Additionally, in Chrome, when I fill out the form and get the alert box, when I dismiss the alert box, two requests are made to the domain:

https://securityequifax2017.com/eligibility/images/favicon-3... https://securityequifax2017.com/eligibility/images/favicon-1...

If an onSubmit handler is attached to the form submit that sets a cookie with this information before showing the alert, then the phished details are transmitted to securityequifax2017.com.

Lawyers will C&D this extremely hard, a very reasonable case can be made that this is impersonation, and a phishing site with malicious intent.

NB: I DO NOT BELIEVE THAT THIS IS THE CREATOR'S INTENT. So do not jump at me thinking that I do believe that. I'm just saying that it could be very reasonably and successfully argued, and that nuance and intent could do very little to spurn allegations of impersonation or actual phishing.

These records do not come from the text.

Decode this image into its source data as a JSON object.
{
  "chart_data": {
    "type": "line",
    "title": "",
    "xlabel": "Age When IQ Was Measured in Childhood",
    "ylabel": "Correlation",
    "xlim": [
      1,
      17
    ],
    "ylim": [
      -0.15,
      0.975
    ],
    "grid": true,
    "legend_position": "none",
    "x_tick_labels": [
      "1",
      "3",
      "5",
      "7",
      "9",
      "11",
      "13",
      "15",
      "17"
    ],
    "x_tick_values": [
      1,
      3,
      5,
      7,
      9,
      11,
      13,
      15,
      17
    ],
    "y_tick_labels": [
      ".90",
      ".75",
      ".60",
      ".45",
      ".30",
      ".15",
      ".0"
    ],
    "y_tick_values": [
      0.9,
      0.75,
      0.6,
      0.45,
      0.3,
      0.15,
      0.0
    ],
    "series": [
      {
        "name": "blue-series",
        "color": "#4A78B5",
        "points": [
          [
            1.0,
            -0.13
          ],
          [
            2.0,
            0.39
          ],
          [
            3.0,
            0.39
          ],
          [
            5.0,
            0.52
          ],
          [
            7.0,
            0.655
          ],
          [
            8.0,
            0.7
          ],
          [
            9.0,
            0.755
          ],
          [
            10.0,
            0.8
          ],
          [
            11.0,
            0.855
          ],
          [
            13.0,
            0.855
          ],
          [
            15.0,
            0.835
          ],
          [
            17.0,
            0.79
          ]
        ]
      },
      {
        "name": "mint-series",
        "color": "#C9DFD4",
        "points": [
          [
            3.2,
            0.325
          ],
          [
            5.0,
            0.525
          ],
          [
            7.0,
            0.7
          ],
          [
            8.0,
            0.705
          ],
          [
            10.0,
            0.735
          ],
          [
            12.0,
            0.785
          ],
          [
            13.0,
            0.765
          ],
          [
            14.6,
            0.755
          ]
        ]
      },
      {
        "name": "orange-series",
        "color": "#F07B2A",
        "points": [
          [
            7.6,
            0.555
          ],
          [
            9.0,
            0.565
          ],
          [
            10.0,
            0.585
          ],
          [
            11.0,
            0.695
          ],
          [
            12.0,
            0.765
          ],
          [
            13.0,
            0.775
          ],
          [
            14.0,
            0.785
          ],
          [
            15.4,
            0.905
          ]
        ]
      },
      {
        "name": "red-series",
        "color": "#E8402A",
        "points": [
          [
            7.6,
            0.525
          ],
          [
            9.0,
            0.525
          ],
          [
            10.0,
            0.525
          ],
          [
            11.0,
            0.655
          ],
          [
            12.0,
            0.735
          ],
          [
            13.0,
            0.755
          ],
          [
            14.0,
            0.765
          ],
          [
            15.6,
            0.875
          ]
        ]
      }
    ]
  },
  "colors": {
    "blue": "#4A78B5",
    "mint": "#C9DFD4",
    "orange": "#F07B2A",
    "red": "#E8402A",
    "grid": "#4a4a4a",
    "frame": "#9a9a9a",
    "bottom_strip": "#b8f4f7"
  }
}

Except that the data isn't actually submitted. Look at the dev console network tab. Those are favicon images. smh


Your cookies are submitted with requests for anything from a site, favicon images included. Setting a cookie in JS that contains events performed on a webpage is a trivial exercise and you shouldn't assume that that doesn't happen in a case such as this.


What if it only sends HTML that sends data back under certain conditions? E.g. 1 in 1000 requests, at random. A security researcher is unlikely to hit the "bad" version but he can still phish 0.1% of victims.


Then, under U.S. law, this would need to be positively proven in court.

"What if"s don't produce convictions.


But you said "anyone" in a programmer-friendly thread.


Fair enough, I will be trampled by pedantry then!


A judge may not care about anything then. They may not care about a big disclaimer either.